__Exercise brief__:
In the copy, include no images, and repeat each entry precisely as written.

(Stored items)
* * *
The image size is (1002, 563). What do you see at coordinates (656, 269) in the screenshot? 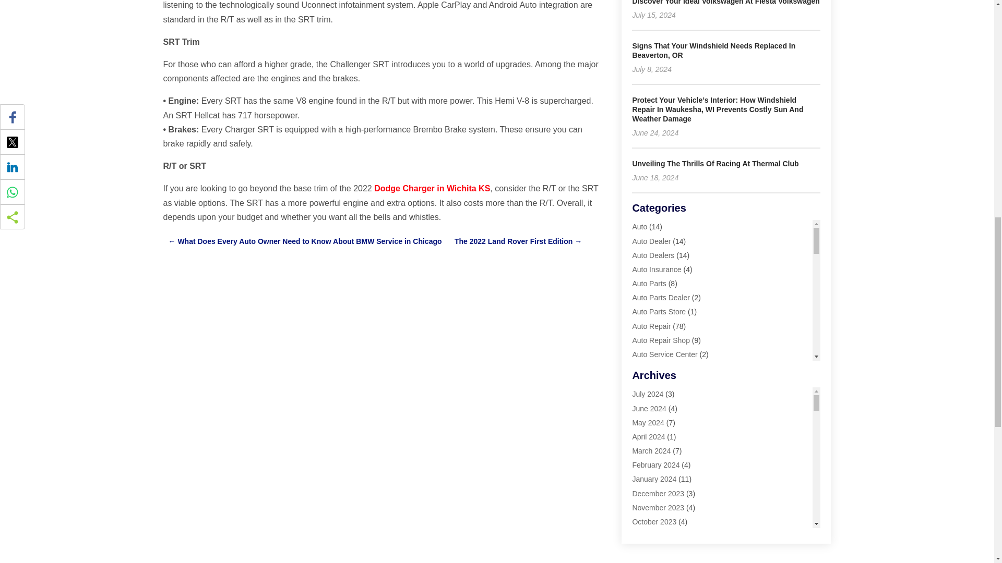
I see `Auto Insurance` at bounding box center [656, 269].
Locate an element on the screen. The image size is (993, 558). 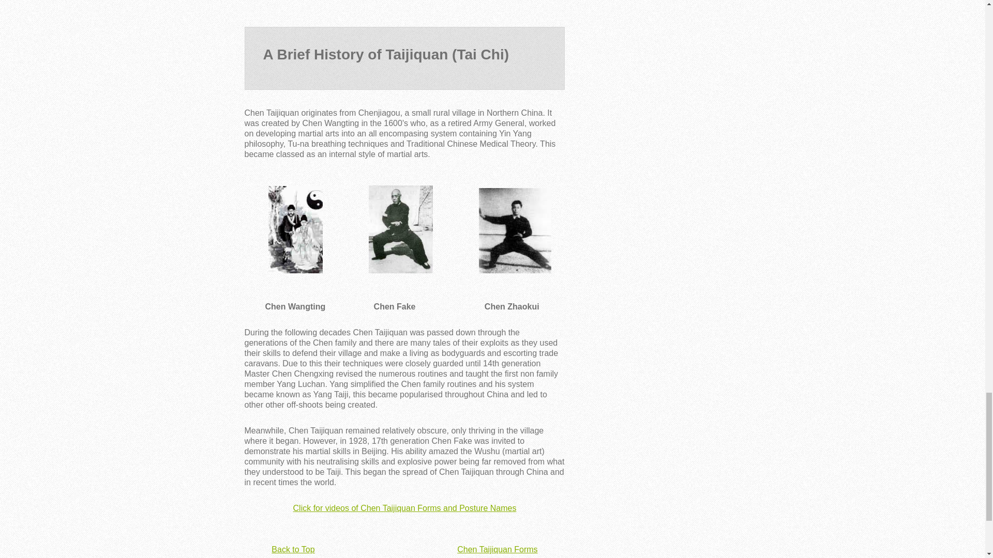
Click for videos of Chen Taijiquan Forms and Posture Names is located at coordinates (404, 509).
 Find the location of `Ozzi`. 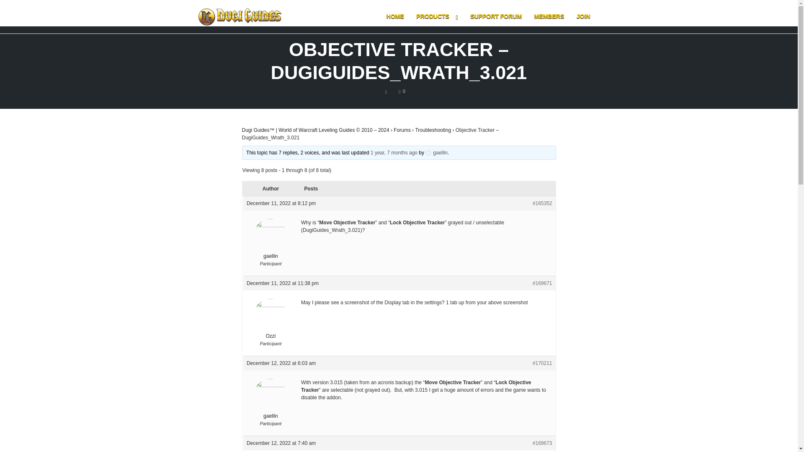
* * *
__Solution__:
The image size is (1002, 563). What do you see at coordinates (656, 269) in the screenshot? 
I see `Auto Insurance` at bounding box center [656, 269].
Locate an element on the screen. The image size is (993, 558). 
Click for videos of Chen Taijiquan Forms and Posture Names is located at coordinates (404, 509).
 Find the location of `Ozzi`. 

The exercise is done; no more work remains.